"Now, Herbert, when a customer like that comes in, it is the time to get off old goods. Those people that come from up the mountain know nothing about the styles, and we always depend upon selling our old stock out to that class of customers. That chenille net would have pleased the girl better and wore longer than the one she bought, and she would have taken it, if you had not been silly enough to tell her nobody wore them now."
"But she asked me if they were fashionable," said Herbert.
"Of course she did," returned Mr. Wynn. "They always ask such questions, and part of your business is to know how to answer them. We always have a great many of that class here upon holidays, and if you are shrewd, you may make large sales of goods desirable to be disposed of, and which will satisfy them quite as well as goods that are more constantly called for. You need not look so grave about it.

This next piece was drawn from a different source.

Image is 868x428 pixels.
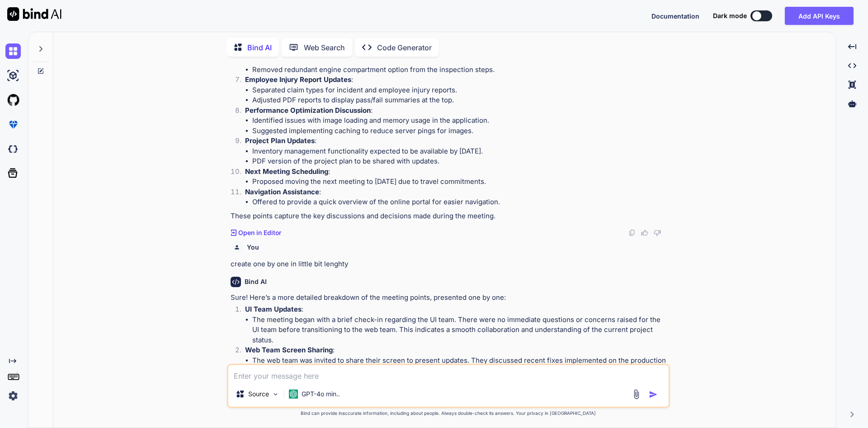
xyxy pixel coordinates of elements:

Don't you see that we can sell these goods for less money, and often suit their tastes far better. And if they are satisfied, what is there wrong about it?"
Herbert made no reply, but the thought in his mind was, "I can't do it. I can't say a thing is so when it isn't."
A few days later, a similar circumstance occurred. Mr. Wynn was much displeased, and said, "I cannot allow this. If I have occasion to speak of the matter again, I shall feel obliged to ask your father to take you away."
Herbert had thought over the subject and prayed over it, and made his decision. "Mr. Wynn," he said, "I am sorry to displease you, but I think the only right way for me to do is to speak the truth, and I must do it, if I say anything."
Mr. Wynn was angry, but he was always calm and dignified; he said, quietly, "Very well; call things by whatever name you please. Your father placed you here to learn the business, but if you already know so much more than I do about the proper mode of conducting it, there is no necessity of your remaining here any longer. You are free to go at once. I will see your father this evening."
Poor Herbert! Discharged! Disgraced! He had not anticipated quite that. In resolving to do right, he had expected that God would stand by him and reward him for his faithfulness to the truth. He had asked God to show him the right way and to keep him from all evil as he walked therein. He had looked for deliverance in the hour of trial. Had God failed to hear?
He, too, had yet to learn something of God's ways of answering prayer. Mr. Bradford's office was two or three doors down the street from the store, and Herbert went at once to his father with his story, telling it in a straightforward style, without a word of exaggeration or blame. "Father, did I do right?" he asked.
Mr. Bradford hesitated. He was called an honest man; he called himself a Christian, and though less worldly-minded than Mr. Wynn, he had not Herbert's ardent love of truth, but he could not look in his boy's face and say that he preferred to have him retain his position at the expense of falsehood and trickery. When he spoke, it was with an embarrassed laugh.